Reputation: 1437
I'm trying to determine whether a device on a local network has an open port. After reading many opinions, I've been running with the following code:
try
{
Socket s = new Socket();
s.setReuseAddress(true);
SocketAddress sa = new InetSocketAddress(ipAddress,
port);
s.connect(sa,
1000);
return s.isConnected();
}
catch (IOException e)
{
return false;
}
This code works great most of the time. In rare situations after running against thousands of devices, this code will report that port 80 is closed, but then if I try to grab a web page (using Apache HTTPClient) it will work.
Any ideas what could be happening?
Some possible thoughts:
Upvotes: 1
Views: 113
Reputation: 310840
Is the 1000ms timeout insufficient?
Yes.
Is the call to isConnected() unnecessary?
Yes. If it wasn't connected, an exception would have been thrown.
Is setReuseAddress(true) doing anything bad?
It probably isn't doing anything useful at all. If you don't know what it does, what is it doing there?
The main problem with this code is that you're leaking sockets. You need to close the socket in a finally
block.
Of course this kind of predicting the future is inherently fallacious. If you want to know whether the port is listening, try to connect to it and engage in whatever transaction it is that you actually want to do with it, using the same socket.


■ AIM OF THE EXERCISE
Set down every entry exactly as it stands, omitting any picture.

•••

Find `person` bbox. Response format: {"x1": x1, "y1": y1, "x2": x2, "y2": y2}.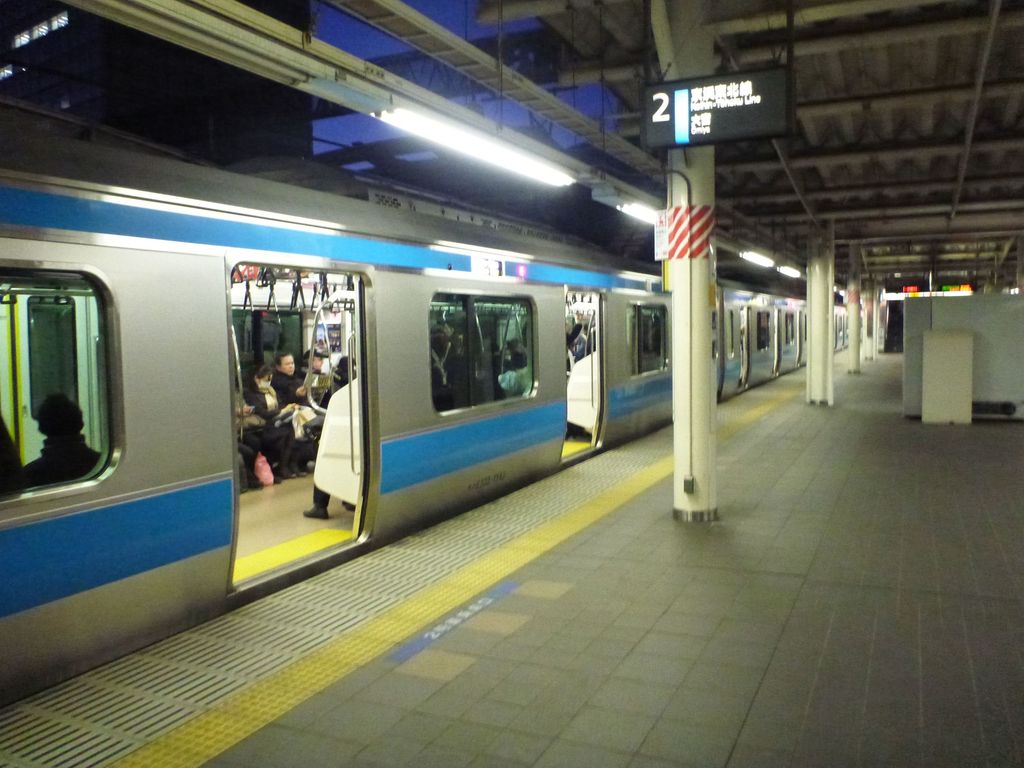
{"x1": 238, "y1": 364, "x2": 286, "y2": 442}.
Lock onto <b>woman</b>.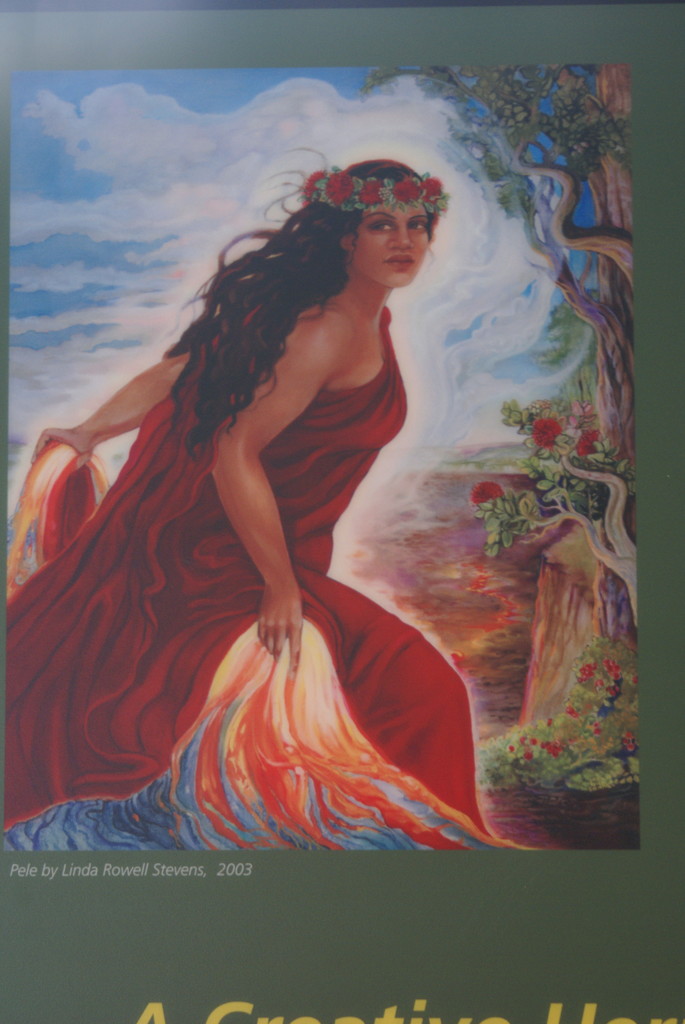
Locked: [x1=0, y1=160, x2=563, y2=862].
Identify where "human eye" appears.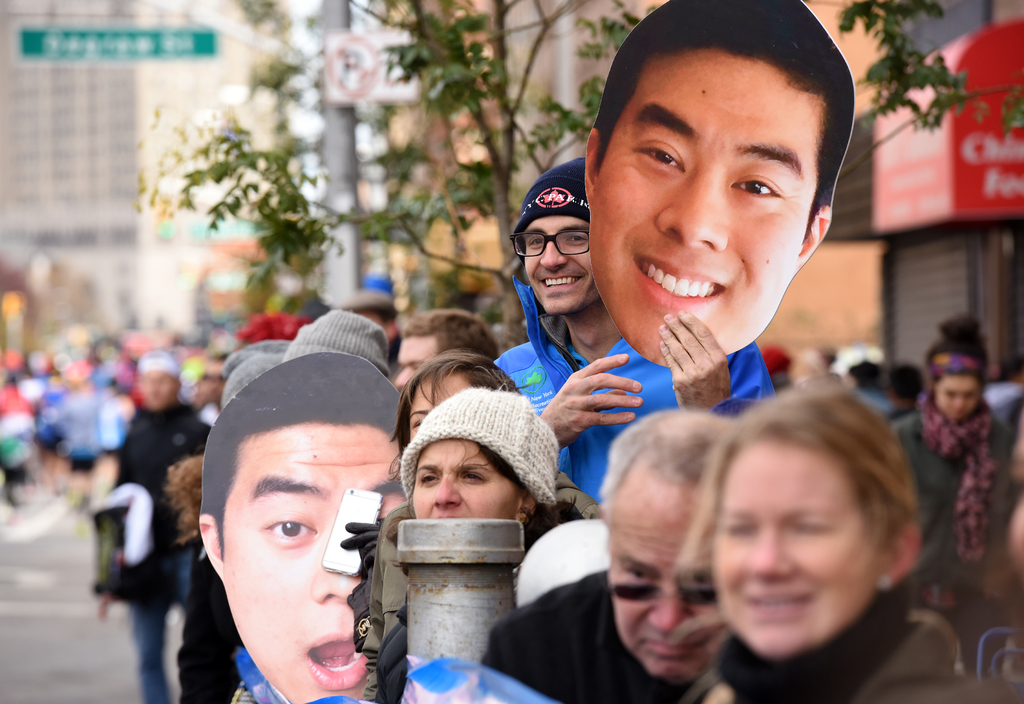
Appears at [525, 236, 543, 248].
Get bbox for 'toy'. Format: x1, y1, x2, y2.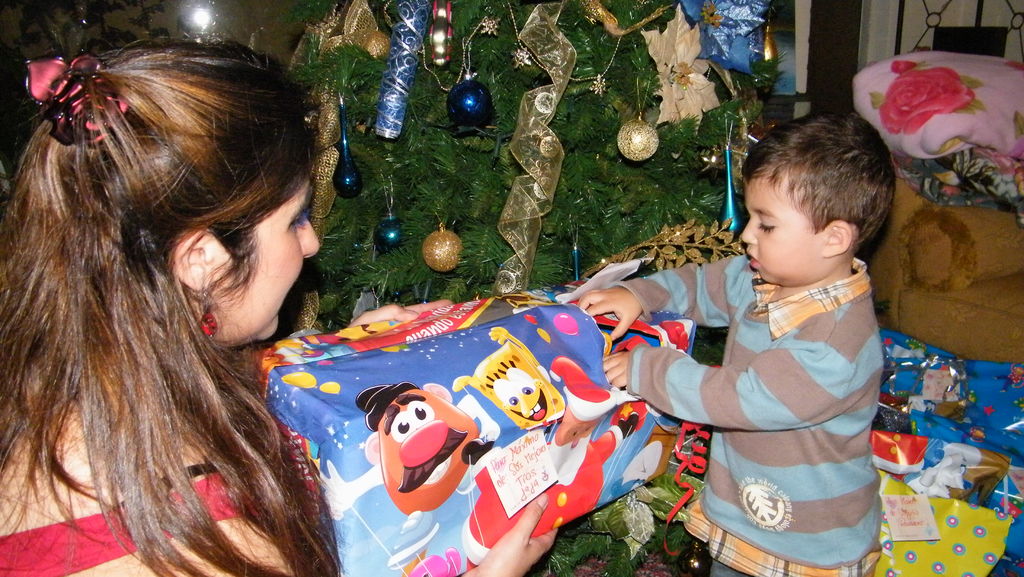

•••

■ RESPONSE BELOW
Find `person` bbox. Response format: {"x1": x1, "y1": y1, "x2": x2, "y2": y2}.
{"x1": 238, "y1": 364, "x2": 286, "y2": 442}.
Lock onto <b>woman</b>.
Locked: [x1=0, y1=160, x2=563, y2=862].
Identify where "human eye" appears.
Appears at [525, 236, 543, 248].
Get bbox for 'toy'. Format: x1, y1, x2, y2.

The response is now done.